A thank you note to Dick Williams on his ‘Georgia Gang’ goodbye

"The Georgia Gang" host hand off: Lori Geary takes over for Dick Williams, who taped his final show Friday, which will air Sunday, March 10, 2019.

"The Georgia Gang" host hand off: Lori Geary takes over for Dick Williams, who taped his final show Friday, which will air Sunday, March 10, 2019.

At 8:30 a.m. today, Dick Williams presided over his last half-hour as "Georgia Gang" host and referee, putting to bed a journalism career that has spanned more than a half-century, most of it in Atlanta.

My guess is that Williams himself was still in bed on this spring-forward Sunday. The program had been recorded in a WAGA-TV studio on Friday morning.

Occasions like these require expressions of gratitude, and my turn has come.

Some 40 years ago, there was The Atlanta Journal and The Atlanta Constitution. Both newspapers shared the same owner and the same building, but on different floors, at 72 Marietta St. in downtown Atlanta.

Two different staffs put out both papers.

Financially, it was a robust time for newspapers, so robust that a third wholly independent staff was hired to put out a new chain of local weekly tabloids dubbed the “Extra.”

I was 23 years old when I was hired as editor of the Clayton County Extra, probably because I was raised on the south side of Atlanta, off Old National Highway, and knew the territory. But bean counters got involved, and horizons were trimmed.

The Clayton County Extra was declared toast before a staff was assembled, and I became editor of the North Fulton Extra, a stranger in what was probably the wealthiest niche of newspaper readers in metro Atlanta.

Our office was a former drug store, a fact that explained the combination safe built into the floor. We never cracked it. But our quarters’ most endearing feature was a florescent lighting system that constantly erupted into flames. Fire extinguishers outnumbered the staff.

This was a small worry for which there was no time. The first edition was due out on Sept. 6, 1979.

Did I tell you that this was a robust time for newspapers, and that Sandy Springs and Roswell had more wealthy readers per square foot than anywhere in metro Atlanta?

Tabloids in other areas — Cobb and DeKalb counties, and intown Atlanta — had 32, 36 and 40 pages. (Tabloids come in sets of four.) Every Thursday, the North Fulton edition came in at 64, 72 pages and more. I’d have to dig out the originals, but I think we topped out at well over 100 pages one week.

We were overwhelmed, working 12-hour days, seven days a week. Exhaustion was closing in.

So we called in the cavalry. Instead, we got the Pope.

No, that’s not right. At the time, Dick Williams was the business editor of The Atlanta Journal, and thus was only a pontiff-in-waiting. But within weeks, he would be executive city editor of that newspaper.

City editor is a title that’s rapidly becoming a memory, like the horse shoe-shaped tables that once hosted copy editors and their prince, the editor known as the slot. The city editor held the reins of the most powerful horses of the newspaper: Local reporters, state reporters, political reporters, even religion reporters. (This was a time when religion wasn’t a subset of politics.)

The city editor commanded the largest portion of a newspaper’s army, and was thus considered infallible. Like the Pope. His domain, the city desk, was a community’s final arbiter. Before Google and smart phones, if you were drunk at a bar and had $5 riding on the 20th president of the United States, you called the city desk. (The answer: James Garfield.)

Williams quickly brought order to a North Fulton office run by a young man not two years out of UGA, who still wasn’t even sure he was in the right profession. Political commentator Tom Houck helpfully pointed out, in a rival publication, that the newspaper had chosen to invest in an editor who only a few years earlier had been the buggy boy at Richway No. 3 in College Park.

So my doubts weren’t solely private ones, nor were they limited to managing a staff. Part of my job was to turn a weekly column. Days after arriving, Williams scanned the one I had drafted for that week. He waited longer than necessary, I thought, but then looked up.

“Anyone who can write like that is going to be fine,” he said.

His was a small kindness, but one that arrived like a sip of water to a parched throat. Which is why I remember it.

We have taken similar paths. Both of us escaped management, or had that escape thrust upon us, which allowed us to get back to what we did best, which was — and remains — writing.

Given the times we’re in, it’s a pleasure to congratulate a journalist who can leave on his own terms.

Congratulations, Dick. And thanks for that sip of water.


▸ **EXERCISE DESCRIPTION**
Report how many lines below include the string "will". Please keep the reply to that number.

▸ **RECORDS SUPPLIED**
====

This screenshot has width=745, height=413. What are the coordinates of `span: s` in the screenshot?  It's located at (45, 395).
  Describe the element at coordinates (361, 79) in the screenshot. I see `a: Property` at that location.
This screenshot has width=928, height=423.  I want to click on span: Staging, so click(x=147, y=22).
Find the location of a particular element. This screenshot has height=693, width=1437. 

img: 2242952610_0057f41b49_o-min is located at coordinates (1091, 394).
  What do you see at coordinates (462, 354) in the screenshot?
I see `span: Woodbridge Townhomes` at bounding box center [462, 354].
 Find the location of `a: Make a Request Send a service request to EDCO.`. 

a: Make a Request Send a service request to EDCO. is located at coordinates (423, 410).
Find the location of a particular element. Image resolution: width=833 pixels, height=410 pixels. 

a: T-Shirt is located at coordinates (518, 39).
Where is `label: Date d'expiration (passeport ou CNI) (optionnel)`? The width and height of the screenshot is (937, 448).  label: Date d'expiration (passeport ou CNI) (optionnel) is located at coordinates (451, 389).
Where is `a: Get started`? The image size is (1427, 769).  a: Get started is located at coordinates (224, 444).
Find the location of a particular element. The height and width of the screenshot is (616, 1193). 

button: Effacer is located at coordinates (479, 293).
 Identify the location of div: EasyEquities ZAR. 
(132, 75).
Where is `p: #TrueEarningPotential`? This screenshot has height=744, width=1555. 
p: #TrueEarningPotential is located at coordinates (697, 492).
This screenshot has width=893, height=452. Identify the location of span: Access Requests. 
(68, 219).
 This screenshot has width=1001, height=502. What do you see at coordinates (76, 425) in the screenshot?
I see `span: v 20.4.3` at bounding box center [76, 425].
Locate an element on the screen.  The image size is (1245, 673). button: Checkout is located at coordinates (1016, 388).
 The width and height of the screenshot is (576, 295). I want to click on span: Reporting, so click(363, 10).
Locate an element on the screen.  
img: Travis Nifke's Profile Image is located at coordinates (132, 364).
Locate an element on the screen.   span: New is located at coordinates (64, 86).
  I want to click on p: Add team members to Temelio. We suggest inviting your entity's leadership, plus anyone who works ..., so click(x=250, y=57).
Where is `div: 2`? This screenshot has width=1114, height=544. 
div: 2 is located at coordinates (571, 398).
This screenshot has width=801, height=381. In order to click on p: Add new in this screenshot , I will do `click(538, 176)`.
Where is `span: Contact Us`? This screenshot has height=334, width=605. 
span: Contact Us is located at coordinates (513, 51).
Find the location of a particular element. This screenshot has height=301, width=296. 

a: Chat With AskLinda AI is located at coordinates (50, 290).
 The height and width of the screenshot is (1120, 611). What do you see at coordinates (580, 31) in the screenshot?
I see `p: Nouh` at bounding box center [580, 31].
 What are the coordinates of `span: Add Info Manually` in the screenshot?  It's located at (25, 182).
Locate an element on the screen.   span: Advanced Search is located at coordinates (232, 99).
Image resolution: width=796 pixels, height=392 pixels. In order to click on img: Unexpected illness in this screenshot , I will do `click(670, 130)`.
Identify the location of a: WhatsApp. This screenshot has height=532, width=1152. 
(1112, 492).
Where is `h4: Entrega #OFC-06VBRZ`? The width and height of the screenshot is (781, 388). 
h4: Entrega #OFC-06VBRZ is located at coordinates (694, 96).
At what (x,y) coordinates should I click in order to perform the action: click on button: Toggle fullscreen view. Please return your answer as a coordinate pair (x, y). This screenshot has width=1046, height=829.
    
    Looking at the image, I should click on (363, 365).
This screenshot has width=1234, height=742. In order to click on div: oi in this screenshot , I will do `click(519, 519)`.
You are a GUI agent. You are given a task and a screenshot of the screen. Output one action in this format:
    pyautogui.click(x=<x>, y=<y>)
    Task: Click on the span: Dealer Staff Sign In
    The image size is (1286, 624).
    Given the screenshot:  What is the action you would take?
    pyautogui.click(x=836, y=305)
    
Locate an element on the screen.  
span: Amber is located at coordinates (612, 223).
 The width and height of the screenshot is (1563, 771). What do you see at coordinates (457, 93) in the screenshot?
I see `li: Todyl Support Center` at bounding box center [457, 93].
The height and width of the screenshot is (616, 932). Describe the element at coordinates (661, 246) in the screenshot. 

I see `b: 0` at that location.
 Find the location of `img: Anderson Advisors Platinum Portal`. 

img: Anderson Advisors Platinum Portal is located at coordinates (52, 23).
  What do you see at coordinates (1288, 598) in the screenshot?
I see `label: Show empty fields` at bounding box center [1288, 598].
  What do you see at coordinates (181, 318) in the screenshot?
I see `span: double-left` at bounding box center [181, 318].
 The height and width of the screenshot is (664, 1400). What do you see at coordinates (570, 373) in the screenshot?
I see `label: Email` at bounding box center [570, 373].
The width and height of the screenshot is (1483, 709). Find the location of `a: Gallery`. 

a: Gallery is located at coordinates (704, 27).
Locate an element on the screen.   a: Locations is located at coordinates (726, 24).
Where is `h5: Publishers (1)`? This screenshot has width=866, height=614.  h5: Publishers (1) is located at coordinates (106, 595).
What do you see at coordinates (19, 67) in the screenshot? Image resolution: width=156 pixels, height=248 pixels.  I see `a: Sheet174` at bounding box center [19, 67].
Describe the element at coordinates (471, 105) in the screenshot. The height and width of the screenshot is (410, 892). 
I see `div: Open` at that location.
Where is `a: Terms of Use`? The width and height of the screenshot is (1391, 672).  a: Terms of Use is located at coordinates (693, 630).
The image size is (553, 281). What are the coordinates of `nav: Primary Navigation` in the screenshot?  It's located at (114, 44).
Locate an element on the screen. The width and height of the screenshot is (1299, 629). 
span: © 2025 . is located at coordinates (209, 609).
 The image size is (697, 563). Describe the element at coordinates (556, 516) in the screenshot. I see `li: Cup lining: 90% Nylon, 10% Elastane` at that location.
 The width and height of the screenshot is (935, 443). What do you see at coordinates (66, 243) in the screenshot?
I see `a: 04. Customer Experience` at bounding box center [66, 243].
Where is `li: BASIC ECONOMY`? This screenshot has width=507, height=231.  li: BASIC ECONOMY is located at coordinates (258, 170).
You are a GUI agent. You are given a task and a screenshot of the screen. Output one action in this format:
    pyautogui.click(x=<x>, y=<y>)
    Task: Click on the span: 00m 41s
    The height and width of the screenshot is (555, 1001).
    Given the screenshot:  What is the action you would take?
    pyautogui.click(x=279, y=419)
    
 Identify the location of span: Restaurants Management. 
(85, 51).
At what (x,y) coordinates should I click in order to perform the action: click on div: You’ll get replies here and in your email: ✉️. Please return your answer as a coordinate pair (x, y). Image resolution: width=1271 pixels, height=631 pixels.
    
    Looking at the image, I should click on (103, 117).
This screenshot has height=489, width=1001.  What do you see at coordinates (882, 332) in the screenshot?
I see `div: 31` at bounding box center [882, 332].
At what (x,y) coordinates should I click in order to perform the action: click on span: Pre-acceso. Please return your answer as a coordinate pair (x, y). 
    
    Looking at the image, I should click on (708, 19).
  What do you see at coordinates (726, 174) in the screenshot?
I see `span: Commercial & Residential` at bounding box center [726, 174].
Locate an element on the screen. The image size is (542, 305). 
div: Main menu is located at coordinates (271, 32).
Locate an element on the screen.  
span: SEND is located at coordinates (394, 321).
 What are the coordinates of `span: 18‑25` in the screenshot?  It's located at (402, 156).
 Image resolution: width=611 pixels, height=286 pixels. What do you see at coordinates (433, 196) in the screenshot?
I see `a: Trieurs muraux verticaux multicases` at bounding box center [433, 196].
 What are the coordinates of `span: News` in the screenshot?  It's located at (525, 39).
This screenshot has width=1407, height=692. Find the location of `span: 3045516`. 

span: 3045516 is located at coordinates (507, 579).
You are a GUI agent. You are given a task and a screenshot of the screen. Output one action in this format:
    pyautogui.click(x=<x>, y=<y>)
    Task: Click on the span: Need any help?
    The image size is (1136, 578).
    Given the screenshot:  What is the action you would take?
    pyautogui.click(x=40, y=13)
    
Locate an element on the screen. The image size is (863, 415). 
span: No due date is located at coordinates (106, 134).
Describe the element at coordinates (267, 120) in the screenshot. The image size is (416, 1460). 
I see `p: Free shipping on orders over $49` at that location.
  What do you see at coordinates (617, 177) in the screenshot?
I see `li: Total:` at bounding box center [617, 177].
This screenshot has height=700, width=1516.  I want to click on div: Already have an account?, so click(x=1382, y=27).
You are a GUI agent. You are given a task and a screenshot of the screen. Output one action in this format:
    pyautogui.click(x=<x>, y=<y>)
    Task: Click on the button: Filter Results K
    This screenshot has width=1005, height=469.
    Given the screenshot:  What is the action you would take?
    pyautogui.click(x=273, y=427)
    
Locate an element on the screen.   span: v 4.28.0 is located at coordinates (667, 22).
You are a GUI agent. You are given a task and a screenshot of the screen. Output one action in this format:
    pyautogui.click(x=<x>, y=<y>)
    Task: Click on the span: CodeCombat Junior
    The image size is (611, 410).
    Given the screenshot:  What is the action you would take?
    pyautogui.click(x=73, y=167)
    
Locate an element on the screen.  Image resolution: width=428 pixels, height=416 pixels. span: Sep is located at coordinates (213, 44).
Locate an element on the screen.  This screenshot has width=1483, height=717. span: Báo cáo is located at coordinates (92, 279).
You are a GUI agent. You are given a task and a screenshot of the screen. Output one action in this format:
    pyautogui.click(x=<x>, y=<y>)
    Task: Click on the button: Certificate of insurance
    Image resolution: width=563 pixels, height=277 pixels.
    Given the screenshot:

====

▸ **OUTPUT**
3